The case against foreign aid

Foreign aid, argues President Clinton, is "designed to keep our soldiers out of war." He has threatened to veto the $12.7 billion foreign assistance appropriation bill passed by Congress, which reduces his request by $2 billion. But evidence is overwhelming that increasing foreign aid would only throw good money after bad.

The United States alone has contributed more than $1 trillion (in current dollars) in foreign assistance since World War II. Yet in 1996 the United Nations reported that 70 countries, US aid recipients all, were poorer than they were in 1980; 43 were worse off than they were in 1970.

In its report, Development and the National Interest, the US Agency for International Development (USAID) admitted that "much of the investment financed by [the US] and other donors between 1960 and 1980 has disappeared without a trace." This is supported by the recent New York Times expos detailing an investigation by the Office of the High Representative in Bosnia, which concluded that as much as $1 billion in public money has been stolen since 1995 even as the West was providing $5.1 billion in aid.

The State Department argues that the bulk of the loss was the Bosnians' own funds, but money is fungible. Western taxpayers are subsidizing local corruption. The misuse and abuse of aid is a "major impediment [to development] all over the entire region," Carl Bildt, former chief UN envoy to the Balkans, has warned.

Russia has collected more than $20 billion from the International Monetary Fund (IMF) alone since 1992; the money has disappeared to no effect. John Odling-Smee, director of the IMF's European II Department, has acknowledged Moscow's "lies and the failure to meet commitments." A $640 million July IMF loan was simply shifted among Fund accounts to pay down Russia's outstanding debt.

Looted IMF funds may have been laundered through the Bank of New York, which appears to have become a transit station for the Russian mob. But the IMF says it can't track the disbursements.

The aid experience in Indonesia is little better. The World Bank held up planned lending before the parliamentary election earlier this year to prevent government manipulation of aid for political purposes and has threatened to halt its entire program because of a recent banking scandal.

In a new study for the National Bureau of Economic Research, economists Alberto Alesina and Beatrice Weder conclude "that according to most measures, corrupt governments actually receive more foreign aid rather than less."

Earlier this year Stephen Knack of the University of Maryland completed a study that found "higher aid levels erode the quality of governance, as measured by indexes of bureaucratic quality, corruption, and the rule of law."

The failure of aid has forced Mr. Clinton to come up with a new argument: Foreign assistance prevents wars. Without $2 billion to $3 billion for Kosovo and related programs, he warns, "make no mistake - there will be another bloody war."

It's a superficially appealing claim. Before departing in July, USAID administrator J. Brian Atwood said that without more aid "you could see more countries becoming anarchies in Africa. You certainly could see that as a possibility in Russia."

But US and international assistance has flowed freely not just to Russia, but to virtually every country that has descended into anarchy and/or war. Organization for Economic Cooperation and Development data show that between 1971 and 1994, Sierra Leone collected $1.8 billion; Liberia $1.8 billion; Angola $2.9 billion; Haiti $3.1 billion; Chad $3.3 billion; Burundi $3.4 billion; Rwanda $4.7 billion; Uganda $5.8 billion; Somalia $6.2 billion; Zaire $8.4 billion; Mozambique $10.5 billion; Ethiopia $11.5 billion; and Sudan $13.4 billion.

Aid failed to forestall crises in all of these states because money was never the basic problem. Most of these nations are riven with clan, ethnic, or tribal rivalries. Most lack a basic rule of law. Most have repressive, dishonest governments. Most suffer from highly politicized militaries.

More money from abroad would solve none of these problems. To the contrary, "aid" to such nations as Ethiopia, Somalia, Sudan, and Zaire subsidized the very worst autocratic and corrupt dictators. This made chaos and war more, not less, likely. The belief that advocates of assistance will do better in the future brings to mind the classic assessment of second marriages: The triumph of hope over experience.

Clinton's attempt to dress up yesterday's failed policies with new justifications won't work. There is perhaps no greater tragedy today than the failed societies that dot the globe. But there is no evidence that increasing aid flows would prevent more such human catastrophes.

*Doug Bandow is a senior fellow at the Cato Institute in Washington and co-editor of 'Perpetuating Poverty: The World Bank, the IMF, and the Developing World.' (Cato Institute, 1994).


TASK DETAILS
Nothing but the lines below from the one with "What's the underlying" through the one with "Transcribe this image's" should be output, each exactly as given, and no pictures.

GIVEN RECORDS
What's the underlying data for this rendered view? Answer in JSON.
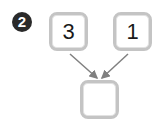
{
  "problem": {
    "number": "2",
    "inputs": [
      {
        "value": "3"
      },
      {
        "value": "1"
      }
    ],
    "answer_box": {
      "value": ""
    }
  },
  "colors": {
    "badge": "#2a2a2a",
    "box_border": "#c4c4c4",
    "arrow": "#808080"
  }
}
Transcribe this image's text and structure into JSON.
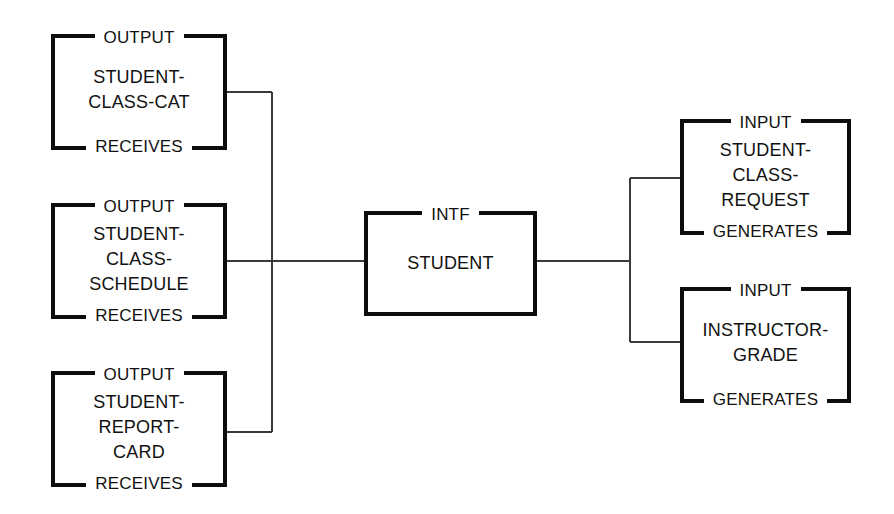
--
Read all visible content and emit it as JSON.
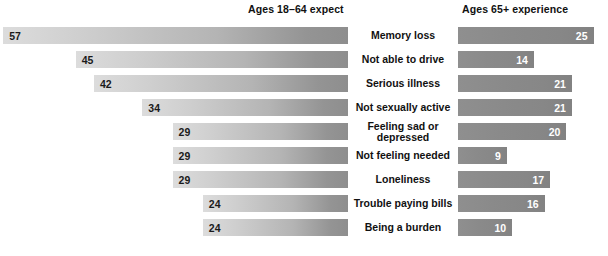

SOLUTION TO THE EXERCISE
What's the underlying data for this rendered view? Answer in JSON.
{
  "problem": {
    "number": "2",
    "inputs": [
      {
        "value": "3"
      },
      {
        "value": "1"
      }
    ],
    "answer_box": {
      "value": ""
    }
  },
  "colors": {
    "badge": "#2a2a2a",
    "box_border": "#c4c4c4",
    "arrow": "#808080"
  }
}
Transcribe this image's text and structure into JSON.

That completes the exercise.